Moving along the length of the Ave., in the stillness

our surroundings seemed somehow pregnant with pause,
a sinisterity supporting the sear of his rough whispers

As he had steered all conversation so he chose our course
of walking, bringing us obliquely to forest edge in the park.

XVI

"Awful dark in there.  Do we go in?" spoken through tight
clenched leer.  A challenge that I had no choice but meet.

We stopped at the top of a sharp ravine, steeply inclined.  Dark,
among the trees I cd see only his stance & stare, teeth & eyes.

He told again of the pain of betrayal, the hate of a heart torn,
how he had tapped a vein of evil deep within, & the lure it held.

He talked of stalking alleyways waiting for attack to come.
He desired the spilling of blood, uncaring if it was his or another's.

His was a sword that needed healing & left none behind,
forged on the anvil of cold anger in the twisting of his viscera.

He staged a test at the precipice, a confrontation of wills.
Casting friend as adversary, in a potential show of skill.

He questioned whether he cd come to the edge
of murder & back down, whether I wd stand in trust.

whether our courage, our faith was equal
to the blood bond of brotherhood between us

It was.  But only just.  I stood & would not back down to bloodlust.
For every thrust of his contention I parried with acceptance.

Hands were clasped in reaffirmation that not all is subject
to change.  Tested & found strong, our friendship remained.

XVII

Weary, we turned in when we reached the house
suspending further discourse for the next night.

Though we talked of him, it was my turn to speak
digging at the roots of his malady for the source.

As long as I'd known him, I'd seen he was in pain, seeking proof
that he could measure to the standard of the Passion Play.

I told him it was time to let the hurting die.  That the Way
of the Blade was not about wounding or killing,

rather, a honing of the self that precluded needless violence. 
I reminded him of words he'd often spoken in the past:

"It is the master who turns his back on a fight,
who knows his own strength & has nothing to prove".

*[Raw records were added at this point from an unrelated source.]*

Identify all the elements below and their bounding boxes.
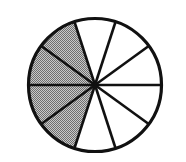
pie-chart-svg <box>0 0 186 162</box>
pie-fraction-figure <box>0 0 186 162</box>
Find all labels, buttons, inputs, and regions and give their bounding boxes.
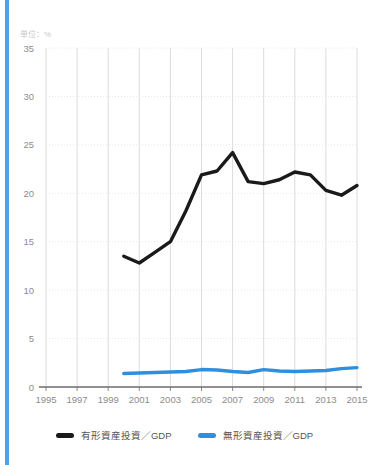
chart-legend: 有形資産投資／GDP 無形資産投資／GDP	[0, 428, 369, 442]
svg-text:5: 5	[29, 333, 34, 344]
y-axis-tick-labels: 05101520253035	[23, 43, 34, 393]
data-series-layer	[124, 153, 357, 374]
svg-text:20: 20	[23, 188, 34, 199]
svg-text:1999: 1999	[98, 394, 119, 405]
svg-text:2005: 2005	[191, 394, 212, 405]
svg-text:30: 30	[23, 91, 34, 102]
series-line	[124, 153, 357, 263]
chart-plot-area: 05101520253035 1995199719992001200320052…	[0, 0, 369, 420]
svg-text:25: 25	[23, 139, 34, 150]
legend-swatch-intangible	[198, 433, 216, 438]
svg-text:2003: 2003	[160, 394, 181, 405]
legend-item-intangible[interactable]: 無形資産投資／GDP	[198, 428, 314, 442]
legend-label-tangible: 有形資産投資／GDP	[81, 428, 172, 442]
svg-text:0: 0	[29, 382, 34, 393]
svg-text:15: 15	[23, 236, 34, 247]
legend-swatch-tangible	[56, 433, 74, 438]
svg-text:2001: 2001	[129, 394, 150, 405]
svg-text:2015: 2015	[346, 394, 367, 405]
svg-text:1997: 1997	[67, 394, 88, 405]
svg-text:35: 35	[23, 43, 34, 54]
svg-text:2007: 2007	[222, 394, 243, 405]
series-line	[124, 368, 357, 374]
svg-text:2011: 2011	[285, 394, 305, 405]
legend-label-intangible: 無形資産投資／GDP	[223, 428, 314, 442]
svg-text:2013: 2013	[315, 394, 336, 405]
svg-text:1995: 1995	[35, 394, 56, 405]
line-chart-svg: 05101520253035 1995199719992001200320052…	[0, 0, 369, 420]
x-axis-tick-labels: 1995199719992001200320052007200920112013…	[35, 394, 367, 405]
svg-text:2009: 2009	[253, 394, 274, 405]
svg-text:10: 10	[23, 285, 34, 296]
legend-item-tangible[interactable]: 有形資産投資／GDP	[56, 428, 172, 442]
vertical-gridlines	[46, 48, 357, 387]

I asked if he could not believe that he could be the master
& in bringing my cauldron to his blade, I found my own answers.

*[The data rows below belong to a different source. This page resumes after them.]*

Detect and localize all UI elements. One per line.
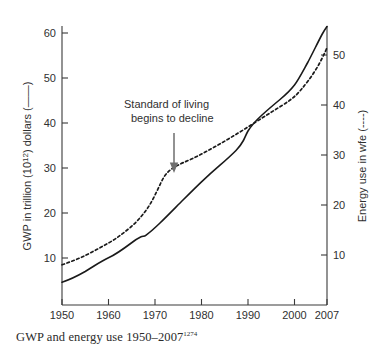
figure-caption-text: GWP and energy use 1950–2007 xyxy=(16,330,183,344)
y-right-tick-labels: 50 40 30 20 10 xyxy=(333,49,345,261)
series-line-energy xyxy=(62,48,327,265)
y-right-tick-label-10: 10 xyxy=(333,249,345,261)
series-line-gwp xyxy=(62,27,327,283)
y-left-tick-label-40: 40 xyxy=(44,117,56,129)
y-left-tick-label-10: 10 xyxy=(44,252,56,264)
y-right-tick-label-40: 40 xyxy=(333,99,345,111)
annotation-line-1: Standard of living xyxy=(124,98,209,110)
y-left-axis-title: GWP in trillion (1012) dollars (——) xyxy=(21,82,34,251)
y-left-tick-label-60: 60 xyxy=(44,27,56,39)
y-left-tick-labels: 60 50 40 30 20 10 xyxy=(44,27,56,264)
y-left-ticks xyxy=(62,33,68,258)
figure-caption-superscript: 1274 xyxy=(183,330,197,338)
x-tick-label-1970: 1970 xyxy=(143,309,167,321)
x-tick-label-1960: 1960 xyxy=(96,309,120,321)
x-tick-label-2000: 2000 xyxy=(282,309,306,321)
annotation-line-2: begins to decline xyxy=(131,112,214,124)
annotation-text: Standard of living begins to decline xyxy=(124,98,214,124)
x-tick-label-1980: 1980 xyxy=(189,309,213,321)
y-left-axis-title-part1: GWP in trillion (10 xyxy=(21,162,33,250)
y-left-tick-label-50: 50 xyxy=(44,72,56,84)
x-tick-label-1950: 1950 xyxy=(50,309,74,321)
down-arrow-icon xyxy=(170,163,178,174)
chart-figure: 60 50 40 30 20 10 50 40 30 20 10 xyxy=(0,0,383,353)
y-right-tick-label-30: 30 xyxy=(333,149,345,161)
figure-caption: GWP and energy use 1950–20071274 xyxy=(16,330,197,345)
x-tick-label-2007: 2007 xyxy=(315,309,339,321)
x-tick-label-1990: 1990 xyxy=(236,309,260,321)
y-right-axis-title: Energy use in wfe (----) xyxy=(356,110,368,222)
annotation-arrow xyxy=(170,133,178,173)
y-left-tick-label-20: 20 xyxy=(44,207,56,219)
y-left-axis-title-part2: ) dollars (——) xyxy=(21,82,33,154)
y-right-tick-label-20: 20 xyxy=(333,199,345,211)
y-right-ticks xyxy=(321,55,327,255)
chart-plot-area: 60 50 40 30 20 10 50 40 30 20 10 xyxy=(0,0,383,353)
x-tick-labels: 1950 1960 1970 1980 1990 2000 2007 xyxy=(50,309,339,321)
x-ticks xyxy=(62,299,327,305)
y-left-tick-label-30: 30 xyxy=(44,162,56,174)
y-right-tick-label-50: 50 xyxy=(333,49,345,61)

At dawn we smoked from his medicine pipe, offering to the four
directions.  He'd supplied crisis, I, calm, & both absorbed the lesson.

All the banter & chatter over merging blade & chalice fell away then.
Accuracy is in actions.  Hold to both ways & observe discretion.

John T. Unger poet

I'm best known as an artist and designer. Relaxing makes me tense, so I tend to put in a lot of hours on diverse projects.

Before becoming a visual artist, I spent 15 years as a poet. I studied poetry at Interlochen Arts Academy, Naropa, Stone Circle and on the streets. I performed my work for years at Stone Circle, solo shows, poetry readings, and at Lollapalooza in 1996.

I still write poems, but only if I can make them fit the constraints ofTwitter.